Is Religious Plurality in the Way of Theism?
DOI:
https://doi.org/10.21146/Keywords:
theism, religious pluralism, religious perceptions, Christianity, polytheistic religions, God, spirits, double standards, portrait-painting, judgements of tasteAbstract
In this article I critically analyse both Alexander Khramov’s way of ‘neutralising’ religious diversity in favour of theism and his conviction that this ‘neutralisation’ itself is in the interests of theism. In contrast, I demonstrate that the proposed attempt to scientifically dismantle polytheistic religious experience can just as easily be turned to dismantle monotheistic experience, and a parallel is drawn with the old simple-minded use of the concept of euhemerism to expose paganism. However, I consider the much more balanced W. Alston’s embarrassment because of the lack of independent weights for comparative weighing of Christian and non-Christian religious perceptions as a consequence of scientism (and perhaps political correctness). I offer many examples of how people make judgements about things other than religion with good reason and without ‘independent sources’, which for these cases simply do not exist, and for comparative procedures I propose instead of scientific associations artistic associations and what Immanuel Kant called ‘judgements of taste’. I conclude with some speculations as to what the answer to the ‘challenge of pluralism’ might be from the standpoint of a theism based on Scripture and Tradition.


Instructions to follow
In how many lines of the material below does the string "axis" appear? Answer with a single number.

-=-=-

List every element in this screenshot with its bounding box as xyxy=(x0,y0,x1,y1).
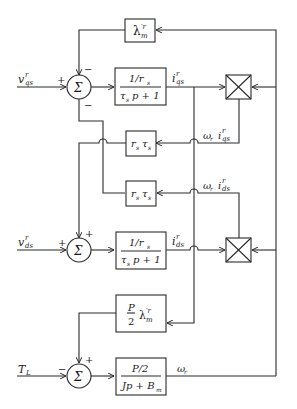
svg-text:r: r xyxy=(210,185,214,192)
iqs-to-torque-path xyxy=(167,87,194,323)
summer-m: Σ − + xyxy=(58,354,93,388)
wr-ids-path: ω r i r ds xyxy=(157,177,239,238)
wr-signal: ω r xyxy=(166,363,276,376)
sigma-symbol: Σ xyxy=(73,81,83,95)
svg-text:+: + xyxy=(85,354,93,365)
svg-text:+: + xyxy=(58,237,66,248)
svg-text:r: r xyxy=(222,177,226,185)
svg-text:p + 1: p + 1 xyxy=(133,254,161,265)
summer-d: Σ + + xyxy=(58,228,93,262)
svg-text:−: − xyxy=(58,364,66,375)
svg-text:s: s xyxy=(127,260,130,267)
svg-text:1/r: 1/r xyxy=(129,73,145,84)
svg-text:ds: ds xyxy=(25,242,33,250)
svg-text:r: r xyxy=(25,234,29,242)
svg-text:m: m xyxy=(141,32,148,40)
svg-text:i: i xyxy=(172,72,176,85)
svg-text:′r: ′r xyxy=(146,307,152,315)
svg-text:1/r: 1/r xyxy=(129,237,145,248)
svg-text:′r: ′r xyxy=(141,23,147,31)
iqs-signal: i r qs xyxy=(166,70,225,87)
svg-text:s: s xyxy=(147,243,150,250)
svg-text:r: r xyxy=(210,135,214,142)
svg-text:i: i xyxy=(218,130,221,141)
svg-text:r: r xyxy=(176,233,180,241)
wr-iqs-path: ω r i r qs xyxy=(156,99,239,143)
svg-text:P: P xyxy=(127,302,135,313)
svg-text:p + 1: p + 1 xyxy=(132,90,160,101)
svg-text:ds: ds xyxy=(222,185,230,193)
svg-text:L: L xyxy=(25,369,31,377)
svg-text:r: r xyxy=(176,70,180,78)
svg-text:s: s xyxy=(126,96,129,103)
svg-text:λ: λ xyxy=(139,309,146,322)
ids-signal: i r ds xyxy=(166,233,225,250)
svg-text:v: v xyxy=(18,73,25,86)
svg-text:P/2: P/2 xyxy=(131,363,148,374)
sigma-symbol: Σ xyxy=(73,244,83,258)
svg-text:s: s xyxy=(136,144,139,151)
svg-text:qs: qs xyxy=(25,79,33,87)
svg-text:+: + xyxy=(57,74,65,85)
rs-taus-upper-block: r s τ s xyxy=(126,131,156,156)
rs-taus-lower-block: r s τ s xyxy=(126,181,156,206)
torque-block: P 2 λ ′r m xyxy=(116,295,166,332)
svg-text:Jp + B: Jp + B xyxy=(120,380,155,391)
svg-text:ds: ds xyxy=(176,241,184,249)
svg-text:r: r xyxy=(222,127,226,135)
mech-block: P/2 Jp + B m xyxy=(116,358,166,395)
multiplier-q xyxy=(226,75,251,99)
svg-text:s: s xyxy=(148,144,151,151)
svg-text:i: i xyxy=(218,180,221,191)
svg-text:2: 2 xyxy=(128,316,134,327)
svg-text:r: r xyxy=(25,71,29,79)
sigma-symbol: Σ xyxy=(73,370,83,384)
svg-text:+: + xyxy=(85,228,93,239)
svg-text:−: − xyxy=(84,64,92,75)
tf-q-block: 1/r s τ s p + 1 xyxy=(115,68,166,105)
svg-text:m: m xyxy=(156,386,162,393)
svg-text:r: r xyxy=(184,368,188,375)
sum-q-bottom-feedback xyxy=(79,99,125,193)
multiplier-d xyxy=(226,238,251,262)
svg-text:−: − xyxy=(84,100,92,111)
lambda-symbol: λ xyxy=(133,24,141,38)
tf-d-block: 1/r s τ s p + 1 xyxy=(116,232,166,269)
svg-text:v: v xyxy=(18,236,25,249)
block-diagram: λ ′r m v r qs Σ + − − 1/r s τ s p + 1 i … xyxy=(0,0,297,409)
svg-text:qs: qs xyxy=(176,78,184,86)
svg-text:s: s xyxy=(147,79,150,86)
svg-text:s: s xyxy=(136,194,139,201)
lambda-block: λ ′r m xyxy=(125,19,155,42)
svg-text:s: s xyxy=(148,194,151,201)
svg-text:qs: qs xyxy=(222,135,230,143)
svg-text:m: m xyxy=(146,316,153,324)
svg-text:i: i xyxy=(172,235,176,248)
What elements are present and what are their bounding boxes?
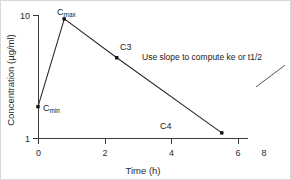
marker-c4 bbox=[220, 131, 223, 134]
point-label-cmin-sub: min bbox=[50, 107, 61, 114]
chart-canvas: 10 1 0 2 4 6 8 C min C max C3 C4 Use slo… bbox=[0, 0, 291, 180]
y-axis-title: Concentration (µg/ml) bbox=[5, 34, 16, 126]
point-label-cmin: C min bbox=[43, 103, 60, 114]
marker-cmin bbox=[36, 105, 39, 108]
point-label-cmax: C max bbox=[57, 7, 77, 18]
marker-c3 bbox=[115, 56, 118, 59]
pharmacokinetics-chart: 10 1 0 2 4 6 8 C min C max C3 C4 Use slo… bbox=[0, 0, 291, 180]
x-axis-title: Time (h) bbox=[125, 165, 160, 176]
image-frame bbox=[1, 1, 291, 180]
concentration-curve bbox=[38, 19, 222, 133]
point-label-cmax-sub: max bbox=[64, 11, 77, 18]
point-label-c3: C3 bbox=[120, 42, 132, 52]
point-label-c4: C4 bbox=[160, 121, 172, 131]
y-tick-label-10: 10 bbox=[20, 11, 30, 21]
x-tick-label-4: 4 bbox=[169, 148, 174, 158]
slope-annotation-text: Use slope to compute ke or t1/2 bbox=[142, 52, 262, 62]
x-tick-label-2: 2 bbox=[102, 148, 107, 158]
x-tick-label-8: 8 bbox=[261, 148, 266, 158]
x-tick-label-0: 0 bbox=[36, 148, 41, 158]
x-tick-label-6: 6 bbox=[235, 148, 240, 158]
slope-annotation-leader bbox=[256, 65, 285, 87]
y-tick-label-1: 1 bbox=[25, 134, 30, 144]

-=-=-

Answer space
2